Last week, US and Chinese officials gathered in Anchorage for their first high-level meeting during the Biden administration. Reflecting on the dramatic encounter in his home state of Alaska, US Senator Dan Sullivan noted that the public exchange was “as chilly as the Alaska air outside.” But it represented “a realistic start to the relationship,” he added, “and that’s what we need.”
Sullivan’s comments came in conversation with Fred Kempe, president and CEO of the Atlantic Council, during a March 22 Atlantic Council Front Page event. The event focused on the state of relations between the world’s two largest economies and followed the release of three recent Council reports that dove deep on China strategy: “The Longer Telegram: Toward a new American China strategy,” written by an anonymous former senior government official, and “Global strategy 2021: An allied strategy for China” along with “The China plan: A transatlantic blueprint for strategic competition.”
Sullivan said that Alaska, which he has represented in the Senate since 2015, is “in many ways an Asia-Pacific state” whose geographical position and energy-based economy make it a crucial outpost for the United States given its interests in the region.
“[Chinese President] Xi Jinping loves to use this phrase, ‘Asia for Asians,’ which is kind of a subtle way to say, ‘America, get out of here.’ Well, here [are] the facts,” Sullivan said. “We’ve been in Asia as a nation in many ways for over two hundred years. Anchorage is closer to Tokyo than it is to Washington, DC.”
Watch the full event
During the George W. Bush administration, Sullivan participated in the US-China Strategic and Economic Dialogue as the lead State Department official.

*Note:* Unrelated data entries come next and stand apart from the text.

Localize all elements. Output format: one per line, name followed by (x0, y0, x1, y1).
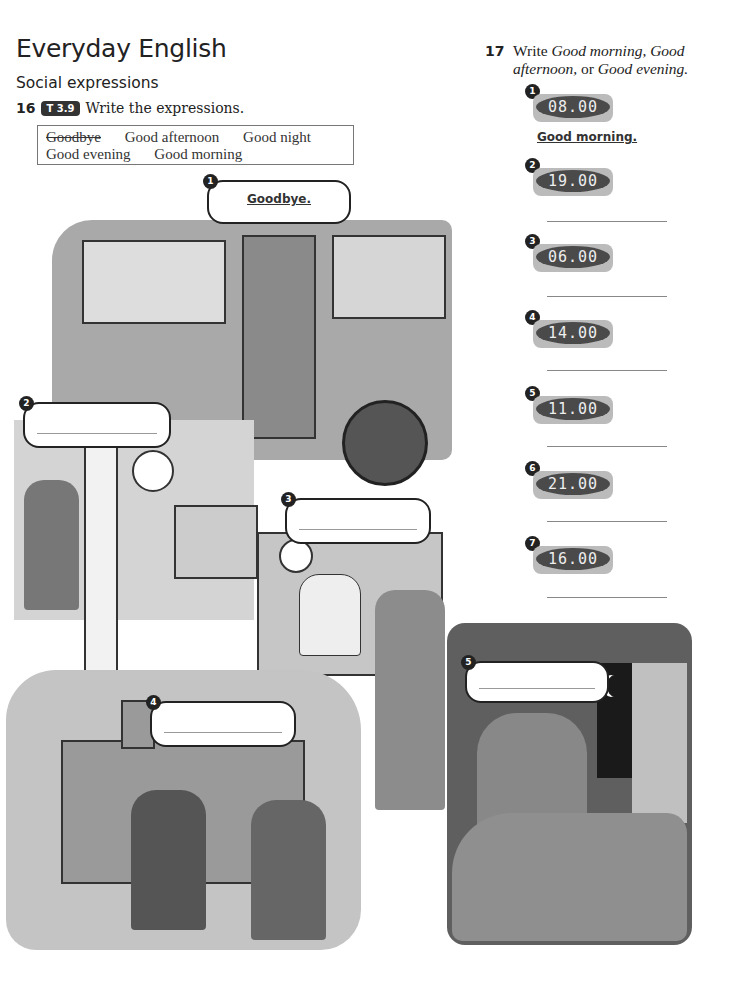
clock-time: 14.00 (536, 322, 610, 344)
answer-text: Good morning. (537, 130, 637, 144)
woman-figure (24, 480, 79, 610)
man-jacket (251, 800, 326, 940)
word-box-item: Good morning (154, 146, 242, 162)
clock-item-6: 6 21.00 (525, 461, 695, 531)
bubble-answer: Goodbye. (209, 192, 349, 206)
receptionist-figure (299, 574, 361, 656)
answer-line[interactable] (547, 521, 667, 522)
wall-clock-icon (132, 450, 174, 492)
answer-line[interactable] (547, 370, 667, 371)
audio-track-badge: T 3.9 (41, 101, 79, 116)
bus-rear-window (332, 235, 446, 319)
computer-monitor (174, 505, 258, 579)
digital-clock: 16.00 (533, 546, 613, 574)
picture-number: 2 (19, 396, 34, 411)
picture-number: 1 (203, 174, 218, 189)
answer-line[interactable] (479, 688, 595, 689)
bed-blanket (452, 813, 687, 941)
instruction-option: Good evening. (598, 60, 688, 77)
word-box: Goodbye Good afternoon Good night Good e… (37, 125, 354, 165)
clock-time: 11.00 (536, 398, 610, 420)
section-subtitle: Social expressions (16, 74, 159, 92)
man-in-suit (375, 590, 445, 810)
word-box-item: Goodbye (46, 129, 101, 145)
illustration-office (14, 420, 254, 620)
clock-item-2: 2 19.00 (525, 158, 695, 228)
man-sweater (131, 790, 206, 930)
speech-bubble-3: 3 (285, 498, 431, 544)
clock-item-4: 4 14.00 (525, 310, 695, 380)
picture-number: 4 (146, 695, 161, 710)
answer-line[interactable] (164, 732, 282, 733)
answer-line[interactable] (547, 446, 667, 447)
picture-number: 5 (461, 655, 476, 670)
digital-clock: 08.00 (533, 94, 613, 122)
answer-line[interactable] (547, 296, 667, 297)
wall-clock-icon (279, 539, 313, 573)
instruction-text: Write (513, 42, 552, 59)
clock-time: 21.00 (536, 473, 610, 495)
digital-clock: 14.00 (533, 320, 613, 348)
digital-clock: 11.00 (533, 396, 613, 424)
exercise-number: 16 (16, 100, 35, 116)
word-box-item: Good evening (46, 146, 131, 162)
speech-bubble-2: 2 (23, 402, 171, 448)
answer-line[interactable] (547, 597, 667, 598)
curtain (632, 663, 687, 823)
clock-time: 08.00 (536, 96, 610, 118)
digital-clock: 19.00 (533, 168, 613, 196)
word-box-item: Good night (243, 129, 311, 145)
speech-bubble-1: 1 Goodbye. (207, 180, 351, 224)
office-door (84, 420, 118, 674)
answer-line[interactable] (37, 433, 157, 434)
page-title: Everyday English (16, 34, 226, 63)
clock-time: 19.00 (536, 170, 610, 192)
picture-number: 3 (281, 492, 296, 507)
speech-bubble-5: 5 (465, 661, 609, 703)
moon-icon (607, 675, 623, 697)
digital-clock: 21.00 (533, 471, 613, 499)
exercise-number: 17 (485, 42, 504, 60)
bus-wheel (342, 400, 428, 486)
answer-line[interactable] (299, 529, 417, 530)
answer-line[interactable] (547, 221, 667, 222)
exercise-17-instruction: 17 Write Good morning, Good afternoon, o… (485, 42, 745, 78)
clock-time: 06.00 (536, 246, 610, 268)
digital-clock: 06.00 (533, 244, 613, 272)
clock-item-5: 5 11.00 (525, 386, 695, 456)
speech-bubble-4: 4 (150, 701, 296, 747)
bus-window (82, 240, 226, 324)
clock-time: 16.00 (536, 548, 610, 570)
clock-item-1: 1 08.00 Good morning. (525, 84, 695, 154)
clock-item-7: 7 16.00 (525, 536, 695, 606)
clock-item-3: 3 06.00 (525, 234, 695, 304)
instruction-text: Write the expressions. (86, 100, 245, 116)
instruction-text: or (577, 60, 598, 77)
bus-door (242, 235, 316, 439)
exercise-16-instruction: 16T 3.9Write the expressions. (16, 100, 244, 116)
word-box-item: Good afternoon (125, 129, 220, 145)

He noted that “different Americans at different points in their own personal experience have had this awakening that I refer to as ‘promise fatigue.’ I’ve been in so many meetings where I’ve seen Chinese presidents… promise things to American officials, and they almost never follow through.”
Sullivan credits the Trump administration with “awakening” officials in Washington to the urgency of dealing with the threat posed by China.

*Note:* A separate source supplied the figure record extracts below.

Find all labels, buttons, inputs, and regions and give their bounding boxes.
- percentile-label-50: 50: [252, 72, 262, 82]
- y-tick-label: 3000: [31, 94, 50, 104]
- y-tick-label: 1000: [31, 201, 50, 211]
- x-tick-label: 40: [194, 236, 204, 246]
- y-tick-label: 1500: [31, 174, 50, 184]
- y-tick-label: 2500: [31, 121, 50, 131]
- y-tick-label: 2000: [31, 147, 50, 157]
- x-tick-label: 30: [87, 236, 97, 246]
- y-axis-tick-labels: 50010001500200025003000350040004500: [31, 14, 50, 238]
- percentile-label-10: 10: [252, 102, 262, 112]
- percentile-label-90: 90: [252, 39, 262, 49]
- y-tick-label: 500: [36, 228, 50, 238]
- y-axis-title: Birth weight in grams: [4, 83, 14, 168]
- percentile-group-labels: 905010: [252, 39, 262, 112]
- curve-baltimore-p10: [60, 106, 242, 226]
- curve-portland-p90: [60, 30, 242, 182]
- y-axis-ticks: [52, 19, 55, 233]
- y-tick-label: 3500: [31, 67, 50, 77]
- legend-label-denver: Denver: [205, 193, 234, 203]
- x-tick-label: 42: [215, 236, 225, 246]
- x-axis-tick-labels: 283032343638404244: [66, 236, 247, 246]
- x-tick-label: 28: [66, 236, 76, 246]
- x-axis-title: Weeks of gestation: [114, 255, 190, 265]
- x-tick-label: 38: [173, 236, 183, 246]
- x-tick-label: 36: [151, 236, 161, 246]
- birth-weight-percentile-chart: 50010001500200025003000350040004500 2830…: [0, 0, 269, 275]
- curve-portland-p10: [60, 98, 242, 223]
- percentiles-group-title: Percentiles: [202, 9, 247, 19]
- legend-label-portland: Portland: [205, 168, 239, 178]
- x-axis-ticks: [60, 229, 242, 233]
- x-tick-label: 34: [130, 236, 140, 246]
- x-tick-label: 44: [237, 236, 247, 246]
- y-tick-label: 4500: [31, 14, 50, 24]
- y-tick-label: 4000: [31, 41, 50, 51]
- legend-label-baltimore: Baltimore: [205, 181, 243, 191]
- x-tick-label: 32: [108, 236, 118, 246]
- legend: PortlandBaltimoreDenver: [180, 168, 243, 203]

“When I came to the Senate six years ago, I started giving speeches about… how we need to focus on China. To be honest, I was surprised how little there was in terms of a focus,” he said. “The good news is you can’t give that speech now. Everybody in DC is focused on China.”
Sullivan said that the Biden administration must consider “how we can deal with China from positions of strength,” which will involve mending America’s political divisions. “The Chinese, clearly, if you read the open-source materials… they think they’re rising and we’re declining in large measure because of our political divide,” he noted.
Sullivan argued that the United States is, in fact, already operating from several positions of strength. One, he said, is the “bipartisan awakening” that’s happening on China and another is its “network of alliances” relative to China, which “is ally-poor.” On this score, he commended the Biden administration for its recent leaders’ meeting of the Quad, which consists of Australia, India, Japan, and the United States. America’s two other big advantages over China are its military strength and its role as “the world’s energy superpower,” he explained.
Yet Sullivan also criticized US President Joe Biden’s moves “to unilaterally restrict American energy production” because it “makes zero sense for jobs, for the environment, for our foreign policy, and [for] national security.” Regarding his critique of Biden’s decision to revoke a permit behind the construction of the Keystone XL pipeline, Sullivan said that the United States “has the highest standards of energy production in the world,” which means there is every reason to produce energy “in a country like ours, where it gives [us] a comparative advantage.”
Constricting production of US energy, Sullivan added, could boost the country’s imports “from Russia, from Venezuela, from Saudi Arabia… We should not be unilaterally disarming ourselves on this great comparative advantage that the Chinese know we have.”
When asked about the idea of exporting liquified natural gas (LNG) to China as a national-security tool, Sullivan stressed that in exporting LNG his “priority would be to our allies,” noting that “there’s an enormous strategic opportunity” to export LNG to countries like Japan and India. He added that once allies have the supplies they need, he thinks it sensible to export to China as well. “It could bring cooperation on an important issue,” help reduce the US trade deficit with China, and help China reduce its greenhouse-gas emissions, he explained.
As part of a new American China strategy, the United States will “need to be very clear about declaring what our red lines are… and what our strategic interest are,” said Sullivan, adding that he thinks such an approach would help “keep the peace.” He commended “The Longer Telegram” for articulating “those red lines and strategic interests very, very well.”
Sullivan compared the current US standoff with China to the situation that the United States faced in the post-World War II period. “We recognized then we had a big challenge with the Soviet Union,” he said. “You had the Truman administration working with Republican senators, putting together a strategy… that ended up winning the Cold War. I think we can do that again.”
But he cautioned that the threats China poses today are nevertheless different than those presented by the Soviet Union. “It’s not the same as the Cold War with the Soviet Union… I think it’s its own Cold War. We need to recognize it, we need to prepare for it, and we need to work with our allies to deal with it.”